APT 3.1.x introduces a new behavior versioning mechanism, providing primarily stable command-line interfaces for scripting.
The CLI version can be specified using --cli-version A[.B][.C]
.
If the B
component is missing, the highest even B
currently supported is selected. For example, --cli-version 3
will select 3.2
but not 3.3
in APT 3.3.x, as odd versions are development series.
If the C
component is missing, all possible values are allowed.

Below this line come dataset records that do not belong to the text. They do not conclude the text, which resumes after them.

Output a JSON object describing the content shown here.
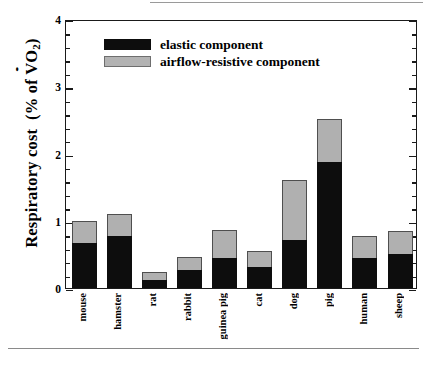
{
  "chart_data": {
    "type": "bar",
    "title": "",
    "xlabel": "",
    "ylabel": "Respiratory cost  (% of V̇O₂)",
    "ylabel_parts": {
      "prefix": "Respiratory cost  (% of ",
      "dotted": "V",
      "sub": "O",
      "subscript": "2",
      "suffix": ")"
    },
    "ylim": [
      0,
      4
    ],
    "yticks": [
      0,
      1,
      2,
      3,
      4
    ],
    "ytick_labels": [
      "0",
      "1",
      "2",
      "3",
      "4"
    ],
    "minor_tick_step": 0.2,
    "grid": false,
    "stacked": true,
    "legend_position": "top-left",
    "categories": [
      "mouse",
      "hamster",
      "rat",
      "rabbit",
      "guinea pig",
      "cat",
      "dog",
      "pig",
      "human",
      "sheep"
    ],
    "series": [
      {
        "name": "elastic component",
        "color": "#0d0d0d",
        "values": [
          0.67,
          0.78,
          0.12,
          0.27,
          0.45,
          0.31,
          0.72,
          1.88,
          0.45,
          0.51
        ]
      },
      {
        "name": "airflow-resistive component",
        "color": "#b0b0b0",
        "values": [
          0.33,
          0.32,
          0.12,
          0.19,
          0.42,
          0.24,
          0.89,
          0.63,
          0.32,
          0.34
        ]
      }
    ],
    "totals": [
      1.0,
      1.1,
      0.24,
      0.46,
      0.87,
      0.55,
      1.61,
      2.51,
      0.77,
      0.85
    ]
  },
  "legend": {
    "items": [
      {
        "label": "elastic component",
        "swatch": "black-swatch"
      },
      {
        "label": "airflow-resistive component",
        "swatch": "gray-swatch"
      }
    ]
  },
  "axes": {
    "y_tick_labels": [
      "4",
      "3",
      "2",
      "1",
      "0"
    ]
  }
}
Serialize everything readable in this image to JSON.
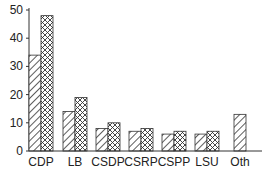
{
  "chart_data": {
    "type": "bar",
    "title": "",
    "xlabel": "",
    "ylabel": "",
    "ylim": [
      0,
      50
    ],
    "yticks": [
      0,
      10,
      20,
      30,
      40,
      50
    ],
    "grid": false,
    "legend": null,
    "categories": [
      "CDP",
      "LB",
      "CSDP",
      "CSRP",
      "CSPP",
      "LSU",
      "Oth"
    ],
    "series": [
      {
        "name": "diagonal-hatch",
        "pattern": "diagonal",
        "values": [
          34,
          14,
          8,
          7,
          6,
          6,
          13
        ]
      },
      {
        "name": "cross-hatch",
        "pattern": "crosshatch",
        "values": [
          48,
          19,
          10,
          8,
          7,
          7,
          null
        ]
      }
    ]
  }
}
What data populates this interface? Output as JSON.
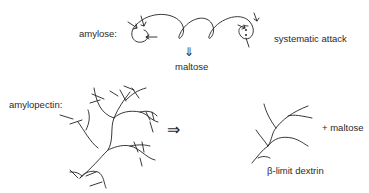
{
  "diagram": {
    "amylose": {
      "label": "amylose:",
      "annotation": "systematic attack",
      "arrow": "⇓",
      "product": "maltose"
    },
    "amylopectin": {
      "label": "amylopectin:",
      "arrow": "⇒",
      "product_label": "β-limit dextrin",
      "side_product": "+ maltose"
    },
    "colors": {
      "stroke": "#222222",
      "background": "#ffffff"
    }
  }
}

Users may specify a development series ahead of the current release, for example, they may specify 3.3
in the 3.2
release.
Alternatively, one may use one of the next
, stable
, lts
, donkult
, classic
tracks defined in the next section. This is generally not very useful, except perhaps for APT maintainers.
A function bool APT::Configurastion::RequestVersion(std::string_view ver)
is provided with the same semantics as the --cli-version
.
CLI versioning corresponds to the APT version in use.
APT versions have a single-digit B
component, so 4.0
follows 3.9
,
but the 4.0 version also introduces a matching 3.10
API level, and
so on for older version.
For a given APT release A.B, the following version levels are supported:
- next: A.(odd X > B) # 3.1, 3.3, 3.5, 3.7, 3.9
- latest: A.B # 3.0, 3.1, ..., 3.9
- stable: A.(even X < B) v # 3.0, 3.2, ..., 3.8
- lts: (A-1).(B+10) # 2.10, 2.11, ..., 2.19
For example, the 3.1.4 series has:
- next: 3.3
- latest: 3.1
- stable: 3.0
- lts: 2.11
Whereas 3.2.0 has:
- next: 3.3
- latest: 3.2
- stable: 3.0
- lts: 2.12
- The
next
track may continously receive breaking changes. - The
latest
track may receive breaking changes if odd. Changes should move to thenext
track halfway into the release cycle. - The
stable
andlts
tracks should receive minimal changes.
As of APT 3.2, the following tracks are also supported:
classic
:0.(A*10+B)
- the interface used by apt-get(8) and other apt-* utilities,interactive-classic
: (unversioned) - more similar to classic on the user interface, but features mostly matchinglatest
The classic
track is deprecated and may be removed in the 4.0 release.
The default tracks are:
- for the apt(8) utility:
latest
. - for the libapt-pkg library:
stable
- for the other utilities:
classic
The other utilities may move to the lts
or stable
track in 4.0.
The interactive-classic
track is managed by DonKult
, other tracks are managed by juliank
.
All aspects of APT are generally in scope for versioning. Versioning is provided on a reasonable effort basis, not a best effort basis, and always subject to case-by-case consideration.
Versioning is usually not applied to:
-
Output format changes that add new fields to deb822 outputs
-
Output format changes that only change whitespace
-
Signature verification policy. Deprecation and disabling of algorithms and key sizes and so on is managed using cut-off dates instead.
-
Critical security vulnerabilities.
Each version maps to a set of feature flags upon which code is conditionalized. Once a CLI version is set, the set of active features is compiled. Some features may also be toggled individually by a configuration option, however, going forward, individual options are discouraged and the use of feature flags is preferred.
This will greatly reduce the number of potential combinations of feature flags from 2^n for n features to the number of tracks (for 6 features in 6 tracks, 2^6=64 vs 6), and even fewer in stable releases.